YNOTswim It took me almost three hours, finally I finished another film by Jia Zhang Ke's called "Platform." Now I have seen all three of his so called "hometown trilogy": "Xiao Wu," "Platform," and "Unknown Pleasures.""Platform" tells stories of a group of young people in a small town in Shanxi Province in the 80s. China was emerging from the damage due to the 10 years long Cultural Revolution, and these young people rode the waves of the changes in the Chinese society searching for their positions in the new social structure.Like Jia's other films, this film does a good job on capturing the details of the lives of the ordinary people, especially those on the very bottom of the society. But it's like a broken container trying to hold its ingredient together. You see those cooking materials are scattered around all over the place but they are never put together to make a delicious dish. It doesn't have a focus.I am not sure if the film maker did it intentionally or because he was using those "non-professional" actors, the camera always stays far away from its object and it almost never gets a close up on these characters. It makes me a bystander to watch what happens to these characters standing in distance. It's very frustrating not to be able to get closer and get connected to those characters.By the way, I have no idea why the director Jia Zhang Ke is so obsessed with this guy Wang Hong Wei. Wang is the lead actor in every one of Jia's film. I start to think that Wang is the mafia boss and has total control of Jia. Otherwise, how can I explain this phenomenon after I see most of Jia's films? This is an interesting film to check out, especially if you have the patience and time, but not a great film.
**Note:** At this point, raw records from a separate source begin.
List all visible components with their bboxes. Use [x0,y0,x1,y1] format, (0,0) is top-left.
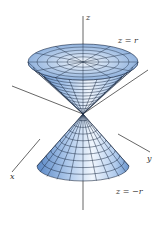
lower-cone [37,114,129,181]
y-axis-front [118,134,150,152]
double-cone-figure: z z = r x y z = −r [0,0,168,228]
lower-cone-equation-label: z = −r [116,188,143,196]
upper-cone [28,44,138,114]
z-axis-label: z [86,14,90,22]
x-axis-front [12,139,40,172]
y-axis-label: y [147,155,152,163]
upper-cone-equation-label: z = r [118,37,138,45]
x-axis-label: x [10,173,15,181]
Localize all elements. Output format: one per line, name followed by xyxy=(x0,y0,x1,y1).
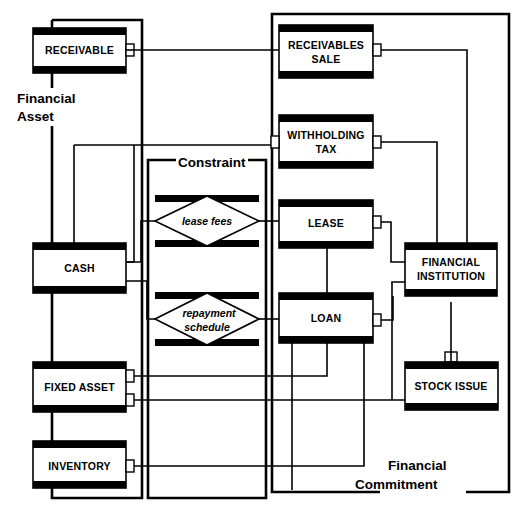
entity-receivables-sale-label-2: SALE xyxy=(312,53,341,65)
constraint-repayment-schedule[interactable]: repayment schedule xyxy=(155,292,259,346)
entity-stock-issue-label: STOCK ISSUE xyxy=(414,380,487,392)
loan-port-right xyxy=(373,314,381,326)
wire-cash-to-lease-fees xyxy=(126,221,155,262)
entity-fixed-asset[interactable]: FIXED ASSET xyxy=(33,362,134,412)
entity-fixed-asset-label: FIXED ASSET xyxy=(44,381,115,393)
lease-port-right xyxy=(373,216,381,228)
entity-stock-issue[interactable]: STOCK ISSUE xyxy=(405,352,498,410)
constraint-nodes: lease fees repayment schedule xyxy=(155,195,259,346)
wire-cash-to-repayment-schedule xyxy=(126,281,155,319)
constraint-lease-fees-label: lease fees xyxy=(182,215,232,227)
entity-withholding-tax[interactable]: WITHHOLDING TAX xyxy=(271,115,381,168)
fixed-asset-port-right-1 xyxy=(126,370,134,382)
financial-asset-label-line1: Financial xyxy=(17,91,76,106)
entity-financial-institution-label-1: FINANCIAL xyxy=(422,256,481,268)
wire-fixed-asset-riser xyxy=(392,282,405,400)
entity-financial-institution-label-2: INSTITUTION xyxy=(417,270,485,282)
constraint-repayment-schedule-label-1: repayment xyxy=(182,307,236,319)
entity-lease-label: LEASE xyxy=(308,217,344,229)
entity-receivables-sale-label-1: RECEIVABLES xyxy=(288,39,364,51)
constraint-lease-fees[interactable]: lease fees xyxy=(155,195,259,247)
wire-withholding-tax-to-financial-institution xyxy=(381,142,437,243)
receivables-sale-port-right xyxy=(373,44,381,56)
wire-lease-to-financial-institution xyxy=(381,222,405,262)
entity-receivables-sale[interactable]: RECEIVABLES SALE xyxy=(279,25,381,78)
entity-loan-label: LOAN xyxy=(311,312,342,324)
financial-commitment-label-line1: Financial xyxy=(388,458,447,473)
constraint-repayment-schedule-label-2: schedule xyxy=(184,321,230,333)
entity-lease[interactable]: LEASE xyxy=(279,200,381,248)
entity-financial-institution[interactable]: FINANCIAL INSTITUTION xyxy=(405,243,497,296)
constraint-label: Constraint xyxy=(178,155,246,170)
entity-cash[interactable]: CASH xyxy=(33,243,126,293)
entity-inventory-label: INVENTORY xyxy=(48,460,110,472)
entity-diagram-canvas: Financial Asset Constraint Financial Com… xyxy=(0,0,524,528)
fixed-asset-port-right-2 xyxy=(126,394,134,406)
financial-commitment-label-line2: Commitment xyxy=(355,477,438,492)
entity-receivable-label: RECEIVABLE xyxy=(45,44,114,56)
inventory-port-right xyxy=(126,460,134,472)
entity-receivable[interactable]: RECEIVABLE xyxy=(33,28,134,73)
financial-asset-label-line2: Asset xyxy=(17,109,54,124)
entity-loan[interactable]: LOAN xyxy=(279,293,381,343)
wire-receivables-sale-to-financial-institution xyxy=(381,50,467,243)
withholding-tax-port-right xyxy=(373,136,381,148)
entity-withholding-tax-label-2: TAX xyxy=(316,143,337,155)
entity-withholding-tax-label-1: WITHHOLDING xyxy=(287,129,364,141)
entity-cash-label: CASH xyxy=(64,262,95,274)
entity-inventory[interactable]: INVENTORY xyxy=(33,441,134,488)
withholding-tax-port-left xyxy=(271,136,279,148)
wire-inventory-to-loan xyxy=(134,343,364,466)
jandesimpson "Zhantai" has so many of the features I have admired from recent Oriental masterworks such as " A Brighter Summer Day", "Eureka" and "City of Sadness" that I will have to find some justification for considering it ultimately so much less satisfying. Like these others it succeeds in creating a complete world of its own that, because it is so remote from Western experience, exerts a fascination that is hard to forget. We are in Fenyang a small town somewhere West of Beijing, where flat plains give way to craggy, uninviting mountains. The time is the early 1980s when strict Maoist ideology was about to give way to a period of consumer liberalisation. A group of young actor-singer- dancers employed by the state to remind provincial audiences of the principles of Mao through the medium of stage entertainment are about to see their world fall victim to the progress of private enterprise, when no longer needed for government propaganda. What was once a captive audience turns fickle, often rejecting outright the new form of pop culture they are offered. The irony is that progress in this context brings disillusionment resulting in a group of friends drifting away from their close initial camaraderie. By the time the film ends their future looks far from confident. Both thematically and atmospherically "Zhantai" has the potential for great cinema. Why then after two viewings in quick succession do I find its sense of communication so elusive and uninvolving? The answer must lie in the way the director seems to distant his characters from their audience. We never get closer to them than a middle shot. In a film where the close-up is as rigorously excluded from cinematic grammar as camera movement from the later work of Ozu, the characters' everyday lives seem to be presentad as an extension of their existance on stage to the extent that we are often left to guess at their feelings and emotions. I have written before of how fascinated I am to respond to the demands of directors such as Edward Yang and Hou Xiaoxian to connect with characters and situations when given the barest information. Director Jia Zhangke is obviously aiming at their oblique narrative style but somehow gives so little that by the end I felt I knew much more about the topography of Fenyang than of the characters that live there. For a film about the effect of historical change on individuals to be completely successful it needs to be the other way round.